Thousands flocked to the city of Weimar for a recent festival that celebrated the linguistic tradition with workshops, cabaret performances and even heart-stopping circus acrobatics.
Musical offerings ranged from traditional klezmer performances on violin and accordion evoking the Central Europe of old to more modern shows, including psychedelic Yiddish rock.
Yiddish, the language spoken by Ashkenazi Jews across Europe before the Holocaust, is now perhaps best known to many English speakers through words such as "schlep", "klutz" and "chutzpah".
Over the past decade Weimar has become the heartland of the far-right and anti-immigration Alternative for Germany (AfD) party.
But the festivities, which drew visitors and artists from as far as the United States, Ukraine and Australia, ended with a call from the event's artistic director Alan Bern to protect a "diverse society" spanning many parts of the world.
At a concert performance in Weimar's Marktplatz square, Bern reminded the audience that "we are standing on a square where fascism was once celebrated".
"Here we are -- and, until now, they're not here!" Bern said to enthusiastic applause from the crowd.
After an open-air Yiddish singalong Jana Wagner, a 55-year-old teacher, said the community get-together was "food for the soul".

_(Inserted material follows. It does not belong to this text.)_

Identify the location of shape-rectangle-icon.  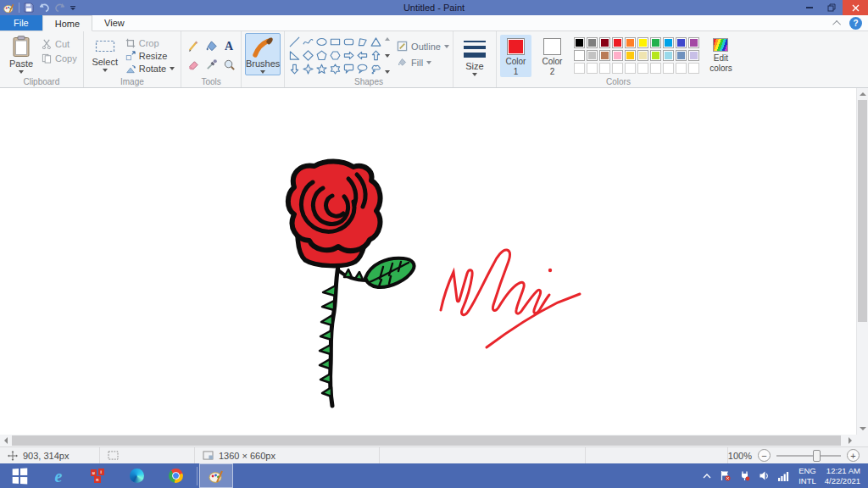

Other festival-goers joined hands in a circle for a folk dance.
- Loss and assimilation -
Before World War II there were estimated to be more than 10 million speakers of Yiddish globally.
Huge numbers perished in the Holocaust, yet even immediately after the war Yiddish was the pre-eminent language among the world's Jews.
Over the second half of the 20th century the number of speakers dwindled further.
That was due in part to assimilation of the Ashkenazi population -- forced and otherwise -- in the Soviet Union, the United States and Israel, where Hebrew is the official language.
Today between 500,000 and a million people are estimated to speak Yiddish in their daily lives, overwhelmingly in ultra-Orthodox Jewish communities.
UNESCO classifies it as an endangered language in Germany and throughout its former sphere of influence in Europe -- from the United Kingdom to Russia and from Scandinavia to Italy -- as well as in Israel.
Many of those drawn to learning the language have Yiddish-related family heritage -- but by no means all.
Some expressive Yiddish words are widely used in English, often in a humorous way -- from "klutz" (a clumsy person) to "schlep" (to carry something burdensome) and "chutzpah" (a term for audacity, or sheer gall).
Yiddish emerged around 1,000 years ago from the German spoken in that period, and the two languages still share many words in common.
Even today, "for people who have German as a first language, it's fairly easy to understand," said 66-year-old retiree and festival attendee Sabine Lioy.
- 'Danger of nostalgia' -
Berlin, for a time in the early 20th century, was a honeypot for Yiddish writers and artists, said poet and activist Jake Schneider.
"It was absolutely essential to go to Berlin if you wanted to see and be seen," said Schneider, part of Berlin's contemporary Yiddish cultural scene.
Today, the city has once again become one of the most important centres of secular Yiddish life.
Its longstanding arts scene and anarchic energy feed into avant-garde pop-up art exhibitions, Yiddish open mic nights and dance parties.
Schneider said he and many of those active in the Yiddish scene are alive to the "danger of becoming really wrapped in a ball of nostalgia and wistfulness".
Instead, the language has become a way for them to discuss Jewish identity and politics today.
In Weimar, one of the best-known musicians working in Yiddish, Daniel Kahn, addressed the painful topic of militant group Hamas' October 7 attacks on Israel, and the devastating military response in the Palestinian territory of Gaza.
"Their deaths will not revive the dead," he sang, performing a work by Yiddish poet Zackary Sholem Berger written about the Gaza war.
"Their hunger is not our bread."
As Kahn told the audience, Yiddish language and culture, with their centuries-old tradition, are also a way of "confronting the present and even the future".